I find your comment “ignore the Cowboys” totally offensive, ill-informed and totally unjustified. I have a considerable amount of experience in GA on light twins. I am a former Chief Pilot of a very large Charter Company with an impeccable safety record. I am also a former Chief Flying Instructor and I also have a considerable amount of experience in check and training and maintenance control. We had it explicitly written in our SOP’s that run-ups were to be done symmetrically. There were two reasons this was required:

1. The load that was imposed on the nose gear during an asymmetric run-up.

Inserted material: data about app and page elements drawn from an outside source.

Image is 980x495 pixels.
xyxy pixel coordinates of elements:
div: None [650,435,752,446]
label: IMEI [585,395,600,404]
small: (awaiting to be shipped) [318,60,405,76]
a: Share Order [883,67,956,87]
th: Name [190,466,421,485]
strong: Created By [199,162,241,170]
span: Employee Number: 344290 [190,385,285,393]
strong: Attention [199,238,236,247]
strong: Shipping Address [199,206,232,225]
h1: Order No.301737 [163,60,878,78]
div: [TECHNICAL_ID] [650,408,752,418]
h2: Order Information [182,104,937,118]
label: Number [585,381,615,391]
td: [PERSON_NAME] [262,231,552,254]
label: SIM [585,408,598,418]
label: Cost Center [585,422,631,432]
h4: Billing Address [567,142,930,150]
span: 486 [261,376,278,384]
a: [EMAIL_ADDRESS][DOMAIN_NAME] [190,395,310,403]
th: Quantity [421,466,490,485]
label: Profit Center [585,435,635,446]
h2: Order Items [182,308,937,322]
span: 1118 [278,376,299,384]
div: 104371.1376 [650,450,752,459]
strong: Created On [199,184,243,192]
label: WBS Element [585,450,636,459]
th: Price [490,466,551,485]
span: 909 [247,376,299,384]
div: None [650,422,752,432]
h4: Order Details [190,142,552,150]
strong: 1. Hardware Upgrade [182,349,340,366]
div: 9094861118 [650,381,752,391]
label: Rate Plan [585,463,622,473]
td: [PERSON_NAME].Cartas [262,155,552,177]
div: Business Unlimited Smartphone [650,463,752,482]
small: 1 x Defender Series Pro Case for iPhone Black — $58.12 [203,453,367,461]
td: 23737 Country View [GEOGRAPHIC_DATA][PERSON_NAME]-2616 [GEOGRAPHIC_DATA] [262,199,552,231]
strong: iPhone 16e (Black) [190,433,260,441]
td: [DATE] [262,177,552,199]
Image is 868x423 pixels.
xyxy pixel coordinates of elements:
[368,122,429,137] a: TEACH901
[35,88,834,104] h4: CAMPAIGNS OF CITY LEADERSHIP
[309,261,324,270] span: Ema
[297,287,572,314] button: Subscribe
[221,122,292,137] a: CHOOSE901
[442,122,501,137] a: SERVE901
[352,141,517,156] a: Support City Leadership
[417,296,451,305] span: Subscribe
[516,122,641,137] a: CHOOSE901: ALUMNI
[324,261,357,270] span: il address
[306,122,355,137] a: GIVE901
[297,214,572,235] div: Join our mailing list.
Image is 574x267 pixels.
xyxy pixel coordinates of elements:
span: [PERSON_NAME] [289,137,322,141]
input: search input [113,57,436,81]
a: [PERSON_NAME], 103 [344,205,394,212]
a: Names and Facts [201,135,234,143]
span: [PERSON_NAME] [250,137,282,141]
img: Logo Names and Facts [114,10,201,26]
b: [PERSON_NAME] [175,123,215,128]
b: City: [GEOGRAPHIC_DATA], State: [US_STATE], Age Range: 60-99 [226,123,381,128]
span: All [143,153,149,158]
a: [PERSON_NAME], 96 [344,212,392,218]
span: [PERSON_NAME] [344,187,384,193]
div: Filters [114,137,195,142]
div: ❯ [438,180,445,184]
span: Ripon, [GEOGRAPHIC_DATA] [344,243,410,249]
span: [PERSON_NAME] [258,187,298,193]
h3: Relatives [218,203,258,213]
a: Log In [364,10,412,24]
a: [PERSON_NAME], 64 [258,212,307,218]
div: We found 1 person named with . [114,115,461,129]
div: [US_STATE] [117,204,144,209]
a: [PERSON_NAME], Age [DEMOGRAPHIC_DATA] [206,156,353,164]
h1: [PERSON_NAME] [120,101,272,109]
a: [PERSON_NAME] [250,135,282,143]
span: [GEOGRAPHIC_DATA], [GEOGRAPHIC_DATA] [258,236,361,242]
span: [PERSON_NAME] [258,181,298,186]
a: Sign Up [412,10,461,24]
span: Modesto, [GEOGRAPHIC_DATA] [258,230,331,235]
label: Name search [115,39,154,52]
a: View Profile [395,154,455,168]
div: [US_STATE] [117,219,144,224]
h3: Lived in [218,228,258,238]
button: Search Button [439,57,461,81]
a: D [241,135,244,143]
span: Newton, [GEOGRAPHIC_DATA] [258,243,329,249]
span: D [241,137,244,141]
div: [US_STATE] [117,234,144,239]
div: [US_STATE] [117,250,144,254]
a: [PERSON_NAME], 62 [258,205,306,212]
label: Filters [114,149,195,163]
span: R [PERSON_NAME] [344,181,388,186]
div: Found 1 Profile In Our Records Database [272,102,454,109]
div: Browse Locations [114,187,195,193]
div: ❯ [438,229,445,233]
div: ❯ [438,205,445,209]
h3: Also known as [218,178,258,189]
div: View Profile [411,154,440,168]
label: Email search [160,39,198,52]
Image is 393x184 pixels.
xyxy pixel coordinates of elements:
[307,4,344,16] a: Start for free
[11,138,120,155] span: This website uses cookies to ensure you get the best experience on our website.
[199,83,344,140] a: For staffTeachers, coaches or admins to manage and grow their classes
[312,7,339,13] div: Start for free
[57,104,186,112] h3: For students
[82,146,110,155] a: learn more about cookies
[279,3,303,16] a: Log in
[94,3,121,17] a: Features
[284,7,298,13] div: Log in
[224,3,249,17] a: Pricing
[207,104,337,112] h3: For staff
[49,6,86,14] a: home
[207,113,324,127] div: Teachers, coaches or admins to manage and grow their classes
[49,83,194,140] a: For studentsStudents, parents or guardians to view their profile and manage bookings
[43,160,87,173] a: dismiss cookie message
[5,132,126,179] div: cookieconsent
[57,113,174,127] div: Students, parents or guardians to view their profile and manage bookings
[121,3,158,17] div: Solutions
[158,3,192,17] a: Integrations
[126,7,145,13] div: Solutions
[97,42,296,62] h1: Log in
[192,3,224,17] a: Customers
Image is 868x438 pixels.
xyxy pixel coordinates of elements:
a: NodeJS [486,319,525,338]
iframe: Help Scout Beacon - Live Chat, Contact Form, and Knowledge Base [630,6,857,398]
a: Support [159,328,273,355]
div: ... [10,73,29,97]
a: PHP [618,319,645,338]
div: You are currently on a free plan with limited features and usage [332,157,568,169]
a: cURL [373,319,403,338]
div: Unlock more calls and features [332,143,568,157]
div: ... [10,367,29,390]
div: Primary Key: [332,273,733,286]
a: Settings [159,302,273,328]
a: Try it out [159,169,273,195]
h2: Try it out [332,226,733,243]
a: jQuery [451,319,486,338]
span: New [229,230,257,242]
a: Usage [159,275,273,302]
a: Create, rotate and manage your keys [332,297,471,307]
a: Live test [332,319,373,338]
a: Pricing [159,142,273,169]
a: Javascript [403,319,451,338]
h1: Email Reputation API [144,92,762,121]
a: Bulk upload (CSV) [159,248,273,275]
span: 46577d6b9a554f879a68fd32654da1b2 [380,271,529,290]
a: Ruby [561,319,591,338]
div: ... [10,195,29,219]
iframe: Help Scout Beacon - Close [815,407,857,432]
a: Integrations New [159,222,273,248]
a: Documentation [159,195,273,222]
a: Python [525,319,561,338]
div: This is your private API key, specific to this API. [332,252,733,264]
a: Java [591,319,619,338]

The nose wheel assembly of a Cessna 400 series is exactly the same part as on a Cessna 310. Our engineering department always paid particular attention to this area, as it was the Achilles Heal of the 400 Series. Check all the AD’s on the nose wheel assembly.
2. The stress that is placed on the tail plane. Particularly on the 404 with its considerable dihedral.

Your assertion that symmetrical run ups is bad airmanship is misleading. Any run up with out a good lookout is bad airmanship. Like wise any pilot who blindly taxies behind any aircraft, particularly a twin in a run up bay is also showing a bad judgment in airmanship. You also talk about the likelihood of T’s & P’s not being at the proper level on the last engine to be started. What a load of BS. If it’s such a problem, wait another 30 seconds or maybe taxi a little slower. As for brake creep and hitting the expensive Lear in front of you. You shouldn’t be relying on your hand brake during a run up anyway. Keep your feet on the brake pedals as well and don’t do your run ups behind another aircraft. The whole idea of symmetrical run ups for us wasn’t to save time but to save unnecessary maintenance costs.